B. In a Marvel comic book, a G. I. Joe named Lance J. Steinberg was on a mission to fight Nazis. He tells the other G. I. Joes on the mission, Roadblock, Recondo, and Dial-Tone, that he is spooked by Nazis, ever since his grandmother freaked out when she saw him watching Hogan’s Heroes with the “funny Nazis.”
C. G. I. Joe Doc, whose real name was Isaac Davidson, was a member of the G. I. Joe medical team. Because he was a medic, he was not allowed to carry a weapon, in order to comply with the Geneva Convention. In one episode, he saved three other G. I. Joes by throwing a well-aimed snowball. In another, he convinced military authorities fighting against a Cobra operation in the Gulf of Mexico to use conventional, rather than nuclear weapons.

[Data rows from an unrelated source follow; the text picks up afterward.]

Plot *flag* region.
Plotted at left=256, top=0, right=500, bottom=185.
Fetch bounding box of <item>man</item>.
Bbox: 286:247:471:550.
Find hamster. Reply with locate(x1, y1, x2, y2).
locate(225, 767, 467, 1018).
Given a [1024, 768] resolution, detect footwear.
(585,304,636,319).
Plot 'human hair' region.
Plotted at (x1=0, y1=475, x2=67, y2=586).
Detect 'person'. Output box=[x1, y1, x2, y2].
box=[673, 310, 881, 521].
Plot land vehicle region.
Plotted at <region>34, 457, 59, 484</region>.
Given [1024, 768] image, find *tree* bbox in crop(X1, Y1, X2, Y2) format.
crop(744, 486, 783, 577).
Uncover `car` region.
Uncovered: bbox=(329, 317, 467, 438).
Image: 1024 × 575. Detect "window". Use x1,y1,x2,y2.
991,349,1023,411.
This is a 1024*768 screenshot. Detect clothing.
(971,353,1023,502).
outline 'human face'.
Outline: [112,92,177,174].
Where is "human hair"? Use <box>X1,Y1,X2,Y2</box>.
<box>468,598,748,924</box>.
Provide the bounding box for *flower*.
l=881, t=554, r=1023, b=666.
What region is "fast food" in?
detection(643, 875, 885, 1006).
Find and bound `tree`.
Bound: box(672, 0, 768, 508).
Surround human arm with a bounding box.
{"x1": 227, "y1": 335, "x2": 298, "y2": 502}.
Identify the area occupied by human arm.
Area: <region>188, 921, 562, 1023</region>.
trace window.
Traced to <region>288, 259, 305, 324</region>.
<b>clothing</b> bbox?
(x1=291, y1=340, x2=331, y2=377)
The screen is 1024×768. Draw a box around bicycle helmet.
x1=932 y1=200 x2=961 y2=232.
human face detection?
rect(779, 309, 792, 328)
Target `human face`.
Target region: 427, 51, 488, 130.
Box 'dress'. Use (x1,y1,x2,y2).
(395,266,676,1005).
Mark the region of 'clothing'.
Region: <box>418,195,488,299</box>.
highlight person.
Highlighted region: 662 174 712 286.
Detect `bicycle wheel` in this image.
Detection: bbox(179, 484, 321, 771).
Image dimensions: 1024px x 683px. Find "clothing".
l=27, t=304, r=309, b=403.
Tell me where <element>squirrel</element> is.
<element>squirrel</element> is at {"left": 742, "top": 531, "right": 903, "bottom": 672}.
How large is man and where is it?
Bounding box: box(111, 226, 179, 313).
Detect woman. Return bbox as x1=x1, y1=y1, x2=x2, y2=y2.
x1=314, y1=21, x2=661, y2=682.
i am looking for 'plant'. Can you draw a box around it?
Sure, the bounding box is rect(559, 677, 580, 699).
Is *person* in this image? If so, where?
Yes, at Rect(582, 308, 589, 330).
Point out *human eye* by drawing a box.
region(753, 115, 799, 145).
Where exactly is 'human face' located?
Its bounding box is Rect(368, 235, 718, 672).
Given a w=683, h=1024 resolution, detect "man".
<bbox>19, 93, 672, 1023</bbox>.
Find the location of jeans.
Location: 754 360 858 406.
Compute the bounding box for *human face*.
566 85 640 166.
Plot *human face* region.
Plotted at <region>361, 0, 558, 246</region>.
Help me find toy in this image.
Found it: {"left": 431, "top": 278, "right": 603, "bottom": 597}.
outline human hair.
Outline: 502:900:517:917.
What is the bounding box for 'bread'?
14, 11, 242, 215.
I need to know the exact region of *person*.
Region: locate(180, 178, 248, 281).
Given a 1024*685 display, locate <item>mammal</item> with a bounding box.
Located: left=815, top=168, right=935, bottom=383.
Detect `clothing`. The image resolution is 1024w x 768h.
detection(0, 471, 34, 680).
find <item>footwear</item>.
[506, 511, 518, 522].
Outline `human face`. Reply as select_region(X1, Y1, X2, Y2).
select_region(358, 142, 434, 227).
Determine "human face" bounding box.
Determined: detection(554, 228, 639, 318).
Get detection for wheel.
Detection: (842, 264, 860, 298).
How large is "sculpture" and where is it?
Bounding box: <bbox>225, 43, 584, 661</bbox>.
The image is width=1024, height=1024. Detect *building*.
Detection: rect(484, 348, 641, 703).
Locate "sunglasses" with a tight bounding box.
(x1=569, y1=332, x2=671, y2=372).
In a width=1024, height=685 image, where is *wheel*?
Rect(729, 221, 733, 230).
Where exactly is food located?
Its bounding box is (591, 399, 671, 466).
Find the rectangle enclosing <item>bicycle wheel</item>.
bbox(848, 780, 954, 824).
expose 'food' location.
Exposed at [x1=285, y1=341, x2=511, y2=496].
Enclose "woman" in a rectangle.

D. A G. I. Joe known as Clutch was an infantry figure with a specialty in transportation. In one G. I. Joe Marvel Comics adventure, he and two other G. I. Joe characters are sent to track down a Nazi war criminal who is hiding in Brazil, where they meet up with an Israeli Mossad team on the same mission.
E. G. I. Joe was prepared for release in Israel, with such characters as Uzi Ari, Samson, David Ha-Gadol, and Moshe D, a one-eyed soldier. The characters were produced and packaged under the name Tzahal Joe (Tzahal being the Hebrew acronym for Israel Defense Forces) and had been shipped to stores for sale. However, in an interview on Israeli television, the head of marketing who was promoting the new toys inadvertently referred to the product line by the code name that had been used internally–G. I. Shmo–and the resulting outcry led the product to be pulled from the shelves.